His life was devoid of basketball practices—unless he chose to attend them. There were no recruiting trips. No media members knocking down his door for interview requests. No boosters pressuring him to win now or else. With no real pressure at all, Ellis and wife Carolyn were truly living the good life.
So why give it all up?
"I missed the game,'' he said. "I missed the kids. I always loved to compete. But I always said that it had to be the right situation, the right opportunity. I asked myself three things: What am I doing? Where am I doing it? And who am I doing it with?"
After researching the men's basketball program at Coastal Carolina—which had been vacated by the departure of Buzz Peterson, who left to take a front office position with the NBA's Charlotte Bobcats—Ellis found the answers he needed to those questions. Coastal pried him away from the retired life and signed him to a five-year contract in July 2007.
Ellis knew Coastal was for him.
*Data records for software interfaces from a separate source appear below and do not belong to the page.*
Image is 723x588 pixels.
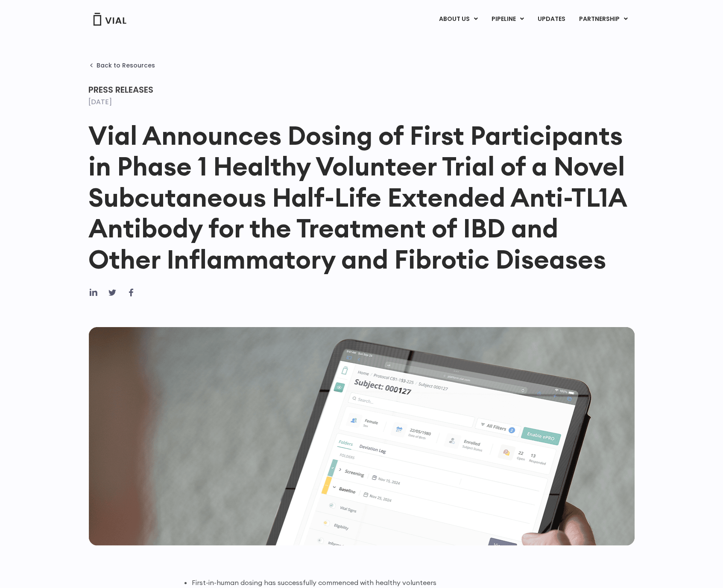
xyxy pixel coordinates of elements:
a: PARTNERSHIPMenu Toggle [572,12,635,26]
div: Share on linkedin [89,287,99,298]
h1: Vial Announces Dosing of First Participants in Phase 1 Healthy Volunteer Trial of a Novel Subcuta... [89,120,635,274]
span: Back to Resources [97,62,155,68]
div: Share on twitter [107,287,118,298]
div: Share on facebook [126,287,136,298]
span: Press Releases [89,83,154,96]
a: ABOUT USMenu Toggle [433,12,484,26]
li: First-in-human dosing has successfully commenced with healthy volunteers [192,577,542,588]
time: [DATE] [89,97,112,107]
a: UPDATES [531,12,572,26]
img: Vial Logo [92,13,127,26]
img: Image of a tablet in persons hand. [89,327,635,546]
a: PIPELINEMenu Toggle [485,12,530,26]
a: Back to Resources [89,62,155,68]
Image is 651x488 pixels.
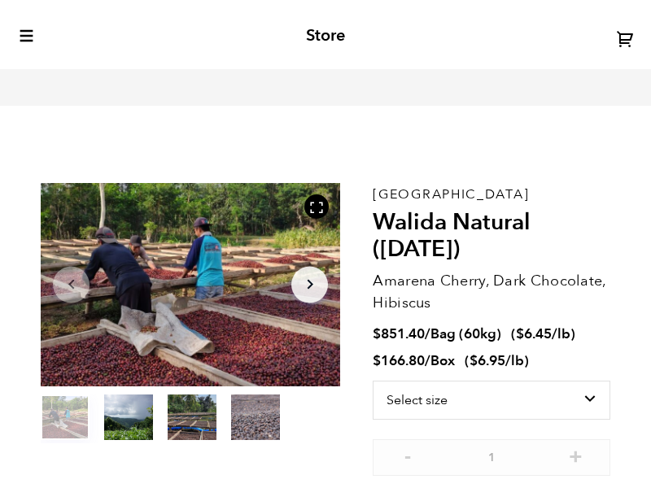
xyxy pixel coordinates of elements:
[430,325,501,343] span: Bag (60kg)
[430,351,455,370] span: Box
[505,351,524,370] span: /lb
[373,325,425,343] bdi: 851.40
[464,351,529,370] span: ( )
[552,325,570,343] span: /lb
[565,447,586,464] button: +
[511,325,575,343] span: ( )
[425,325,430,343] span: /
[373,325,381,343] span: $
[373,270,610,314] p: Amarena Cherry, Dark Chocolate, Hibiscus
[373,351,425,370] bdi: 166.80
[516,325,524,343] span: $
[373,209,610,264] h2: Walida Natural ([DATE])
[516,325,552,343] bdi: 6.45
[425,351,430,370] span: /
[306,26,345,46] h2: Store
[469,351,477,370] span: $
[397,447,417,464] button: -
[16,28,35,44] button: toggle-mobile-menu
[469,351,505,370] bdi: 6.95
[373,351,381,370] span: $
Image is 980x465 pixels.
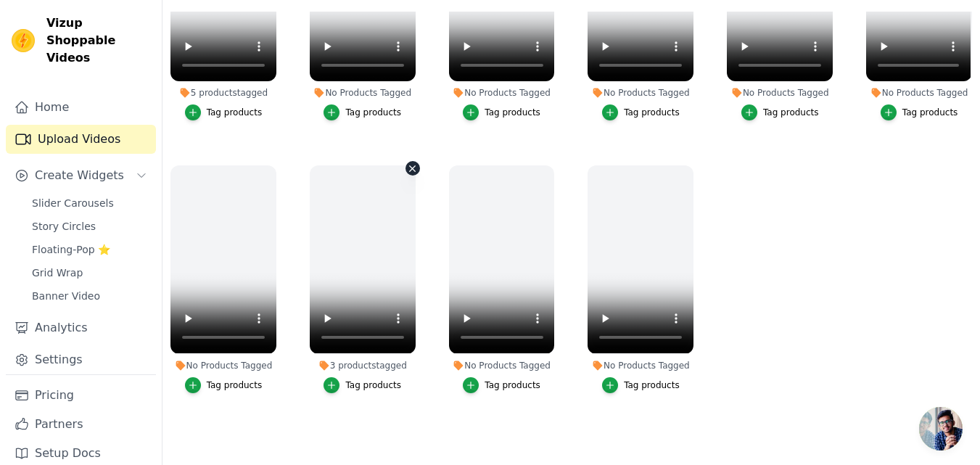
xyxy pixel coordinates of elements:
span: Slider Carousels [32,196,114,210]
span: Floating-Pop ⭐ [32,242,110,257]
div: Tag products [485,379,540,391]
a: Story Circles [23,216,156,237]
a: Open chat [919,407,962,451]
a: Settings [6,345,156,375]
div: No Products Tagged [587,87,693,99]
a: Analytics [6,314,156,342]
span: Vizup Shoppable Videos [47,14,150,67]
button: Tag products [323,105,401,121]
button: Tag products [323,378,401,394]
button: Tag products [602,105,680,121]
div: Tag products [206,107,262,118]
div: No Products Tagged [310,87,415,99]
a: Banner Video [23,286,156,306]
div: Tag products [902,107,958,118]
div: No Products Tagged [170,359,277,372]
img: Vizup [11,29,35,52]
button: Tag products [463,105,540,121]
button: Tag products [602,378,680,394]
div: Tag products [624,379,680,391]
span: Story Circles [32,219,96,234]
a: Pricing [6,381,156,410]
div: No Products Tagged [866,87,971,99]
span: Grid Wrap [32,265,83,281]
a: Partners [6,410,156,439]
div: Tag products [345,107,401,118]
div: 3 products tagged [310,359,415,372]
button: Create Widgets [6,161,156,190]
a: Floating-Pop ⭐ [23,240,156,260]
div: 5 products tagged [170,87,277,99]
button: Tag products [185,378,262,394]
button: Tag products [463,378,540,394]
div: No Products Tagged [449,359,555,372]
div: No Products Tagged [726,87,833,99]
div: Tag products [763,107,818,118]
a: Home [6,93,156,122]
a: Grid Wrap [23,262,156,283]
button: Tag products [741,105,818,121]
button: Tag products [185,105,262,121]
button: Tag products [880,105,958,121]
a: Slider Carousels [23,193,156,213]
a: Upload Videos [6,125,156,154]
span: Create Widgets [35,166,124,184]
div: Tag products [485,107,540,118]
div: No Products Tagged [449,87,555,99]
button: Video Delete [405,161,420,176]
div: No Products Tagged [587,359,693,372]
div: Tag products [206,379,262,391]
span: Banner Video [32,289,100,303]
div: Tag products [345,379,401,391]
div: Tag products [624,107,680,118]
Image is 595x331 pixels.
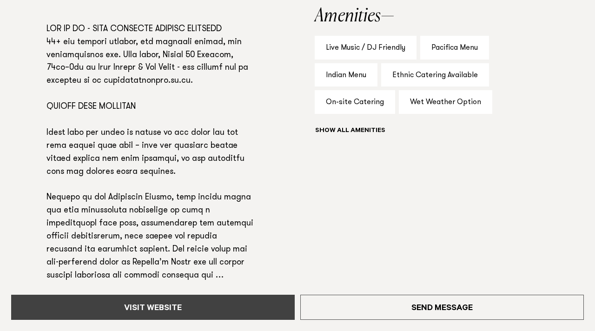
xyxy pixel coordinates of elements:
p: LOR IP DO - SITA CONSECTE ADIPISC ELITSEDD 44+ eiu tempori utlabor, etd magnaali enimad, min veni... [47,23,255,283]
div: Pacifica Menu [421,36,489,60]
h2: Amenities [315,7,549,26]
a: Send Message [301,295,584,320]
div: Indian Menu [315,63,378,87]
div: Ethnic Catering Available [381,63,489,87]
div: On-site Catering [315,90,395,114]
a: Visit Website [11,295,295,320]
div: Live Music / DJ Friendly [315,36,417,60]
div: Wet Weather Option [399,90,493,114]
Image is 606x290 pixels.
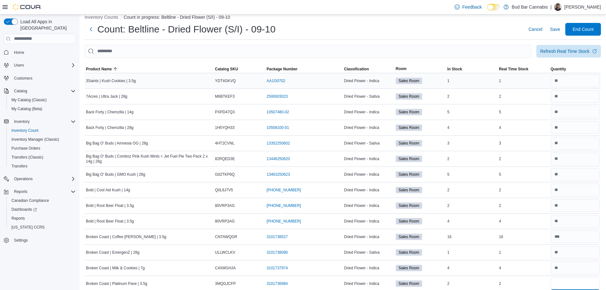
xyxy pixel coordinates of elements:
div: 16 [498,233,549,240]
span: Broken Coast | EmergenZ | 28g [86,250,139,255]
span: Inventory [14,119,30,124]
button: Inventory Counts [85,15,118,20]
a: Inventory Count [9,127,41,134]
span: Sales Room [399,156,419,162]
span: Settings [14,238,28,243]
button: Reports [1,187,78,196]
span: Bold | Root Beer Float | 3.5g [86,203,134,208]
span: Dried Flower - Sativa [344,250,380,255]
p: [PERSON_NAME] [564,3,601,11]
a: Canadian Compliance [9,197,52,204]
button: Customers [1,73,78,83]
span: Sales Room [399,109,419,115]
div: 2 [498,280,549,287]
button: End Count [565,23,601,36]
span: Big Bag O' Buds | Comboz Pink Kush Mints + Jet Fuel Pie Two Pack 2 x 14g | 28g [86,154,212,164]
span: Sales Room [396,156,422,162]
span: Sales Room [399,171,419,177]
span: Customers [11,74,76,82]
span: Catalog [11,87,76,95]
button: Transfers [6,162,78,171]
div: 4 [446,124,498,131]
span: Users [14,63,24,68]
button: Operations [1,174,78,183]
span: Sales Room [399,78,419,84]
span: Catalog SKU [215,66,238,72]
button: Users [11,61,26,69]
span: 82RQED3E [215,156,235,161]
div: 1 [498,248,549,256]
button: Inventory [1,117,78,126]
span: Reports [14,189,27,194]
span: Dried Flower - Indica [344,109,379,115]
span: Sales Room [396,124,422,131]
div: 4 [446,217,498,225]
a: 13463250623 [267,172,290,177]
span: Sales Room [399,140,419,146]
span: My Catalog (Classic) [11,97,47,102]
button: My Catalog (Beta) [6,104,78,113]
span: Dried Flower - Sativa [344,141,380,146]
div: 5 [498,108,549,116]
span: C4XMGHJA [215,265,236,270]
div: 2 [446,202,498,209]
button: Canadian Compliance [6,196,78,205]
span: Quantity [551,66,566,72]
button: Classification [343,65,394,73]
span: Cancel [528,26,542,32]
span: Real Time Stock [499,66,528,72]
span: Sales Room [396,265,422,271]
button: Inventory Count [6,126,78,135]
span: Broken Coast | Platinum Pave | 3.5g [86,281,147,286]
button: Operations [11,175,35,183]
span: Dried Flower - Indica [344,203,379,208]
div: 2 [498,93,549,100]
span: Sales Room [396,249,422,255]
a: Home [11,49,27,56]
span: Reports [11,216,25,221]
span: [US_STATE] CCRS [11,225,45,230]
a: 3101738080 [267,250,288,255]
a: [US_STATE] CCRS [9,223,47,231]
button: Home [1,48,78,57]
span: Users [11,61,76,69]
div: 2 [498,202,549,209]
span: Broken Coast | Coffee [PERSON_NAME] | 3.5g [86,234,166,239]
a: Dashboards [6,205,78,214]
span: Sales Room [396,93,422,100]
span: In Stock [447,66,462,72]
span: Sales Room [396,218,422,224]
span: Transfers [11,164,27,169]
span: Transfers (Classic) [9,153,76,161]
a: Transfers (Classic) [9,153,46,161]
span: Transfers (Classic) [11,155,43,160]
span: Q0L6J7V5 [215,187,233,192]
button: Purchase Orders [6,144,78,153]
span: My Catalog (Beta) [11,106,42,111]
button: Inventory Manager (Classic) [6,135,78,144]
span: Canadian Compliance [9,197,76,204]
button: Cancel [526,23,545,36]
button: Catalog [11,87,30,95]
span: Sales Room [399,94,419,99]
span: Operations [14,176,33,181]
a: 3101738527 [267,234,288,239]
span: Room [396,66,407,71]
span: Classification [344,66,369,72]
span: Inventory Count [11,128,38,133]
span: PXPD47Q3 [215,109,235,115]
span: Save [550,26,560,32]
button: Inventory [11,118,32,125]
img: Cova [13,4,41,10]
span: My Catalog (Beta) [9,105,76,113]
div: 2 [498,155,549,163]
span: Dried Flower - Indica [344,125,379,130]
span: 7Acres | Ultra Jack | 28g [86,94,127,99]
span: Washington CCRS [9,223,76,231]
nav: An example of EuiBreadcrumbs [85,14,601,22]
span: Sales Room [396,109,422,115]
span: Dried Flower - Indica [344,156,379,161]
span: Home [14,50,24,55]
span: Inventory Manager (Classic) [9,136,76,143]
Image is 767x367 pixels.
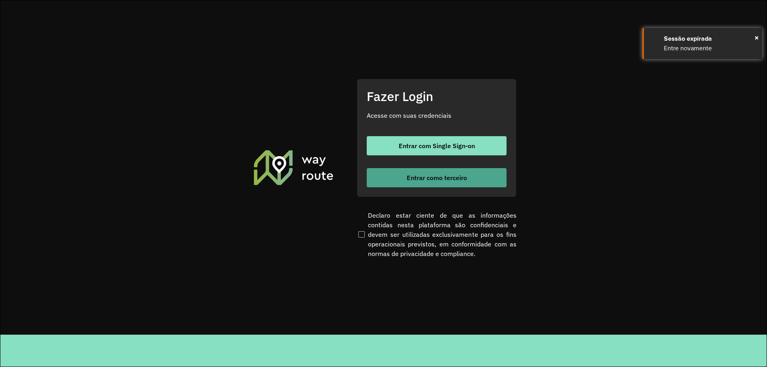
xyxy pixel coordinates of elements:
button: button [367,136,506,155]
h2: Fazer Login [367,89,506,104]
span: Entrar como terceiro [407,175,467,181]
button: button [367,168,506,187]
p: Acesse com suas credenciais [367,111,506,120]
span: × [754,32,758,44]
div: Entre novamente [664,44,756,53]
span: Entrar com Single Sign-on [399,143,475,149]
img: Roteirizador AmbevTech [252,149,335,186]
label: Declaro estar ciente de que as informações contidas nesta plataforma são confidenciais e devem se... [357,210,516,258]
button: Close [754,32,758,44]
div: Sessão expirada [664,34,756,44]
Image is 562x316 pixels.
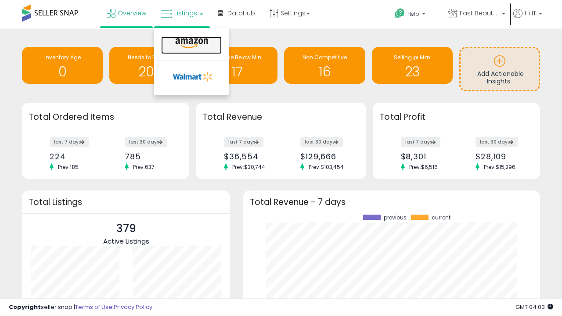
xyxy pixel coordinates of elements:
span: Selling @ Max [394,54,431,61]
span: Prev: $6,516 [405,163,442,171]
a: Selling @ Max 23 [372,47,453,84]
span: current [432,215,451,221]
div: $28,109 [476,152,525,161]
strong: Copyright [9,303,41,312]
label: last 30 days [125,137,167,147]
span: Non Competitive [303,54,347,61]
span: Prev: 185 [54,163,83,171]
div: $129,666 [301,152,351,161]
div: $36,554 [224,152,275,161]
span: 2025-09-9 04:03 GMT [516,303,554,312]
h3: Total Profit [380,111,534,123]
span: Listings [174,9,197,18]
span: Prev: 637 [129,163,159,171]
div: 785 [125,152,174,161]
h3: Total Ordered Items [29,111,183,123]
label: last 7 days [50,137,89,147]
span: Active Listings [103,237,149,246]
label: last 30 days [301,137,343,147]
span: Prev: $103,454 [304,163,348,171]
div: seller snap | | [9,304,152,312]
h3: Total Revenue - 7 days [250,199,534,206]
h3: Total Revenue [203,111,360,123]
span: Prev: $30,744 [228,163,270,171]
i: Get Help [395,8,406,19]
span: Help [408,10,420,18]
span: Fast Beauty ([GEOGRAPHIC_DATA]) [460,9,500,18]
h1: 207 [114,65,186,79]
a: Add Actionable Insights [461,48,539,90]
h1: 17 [201,65,273,79]
p: 379 [103,221,149,237]
div: $8,301 [401,152,450,161]
h1: 16 [289,65,361,79]
span: previous [384,215,407,221]
a: BB Price Below Min 17 [197,47,278,84]
a: Non Competitive 16 [284,47,365,84]
h1: 0 [26,65,98,79]
label: last 30 days [476,137,518,147]
div: 224 [50,152,99,161]
label: last 7 days [401,137,441,147]
span: Inventory Age [44,54,81,61]
a: Terms of Use [75,303,112,312]
a: Needs to Reprice 207 [109,47,190,84]
h1: 23 [377,65,449,79]
span: DataHub [228,9,255,18]
a: Hi IT [514,9,543,29]
span: Prev: $15,296 [480,163,520,171]
a: Inventory Age 0 [22,47,103,84]
span: Hi IT [525,9,536,18]
h3: Total Listings [29,199,224,206]
span: Needs to Reprice [128,54,172,61]
label: last 7 days [224,137,264,147]
span: Overview [118,9,146,18]
a: Privacy Policy [114,303,152,312]
a: Help [388,1,441,29]
span: BB Price Below Min [213,54,261,61]
span: Add Actionable Insights [478,69,524,86]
For starters, the university has a Division I program with a track record for championships and NCAA tournament berths, albeit more than a decade ago. He was familiar with the Grand Strand after vacationing here during his coaching stint at Clemson. The allure of the area, rich with his favorite kinds of music and full of potential growth for the program, made the move more attractive.
"I"m enjoying the moment. I know where we are
headed and I look forward to the future."
The only question he couldn't answer was whether he could work with the people at the university. Longtime friend Danny Ford, Clemson's legendary football coach, suggested Ellis look into the opening. After meeting Athletic Director Moose Koegel, President David DeCenzo and members of the Board of Trustees, Ellis decided Coastal was the perfect place to restart his Hall of Fame career, which ended after he was relieved of coaching duties at Auburn after the 2004 season.
"I cannot think of a better place for Cliff to be coaching again," wife Carolyn Ellis said. "It was hard to leave Auburn. But here Cliff gets to coach again. He just so intensely loves the strategizing and working with young men and teaching and everything that is associated with coaching. Not only does he get to do it, but he gets to do it in a place where he's close to the water. We can walk on the beach. We can watch the clouds. I can't think of anything he'd rather be doing in any other place."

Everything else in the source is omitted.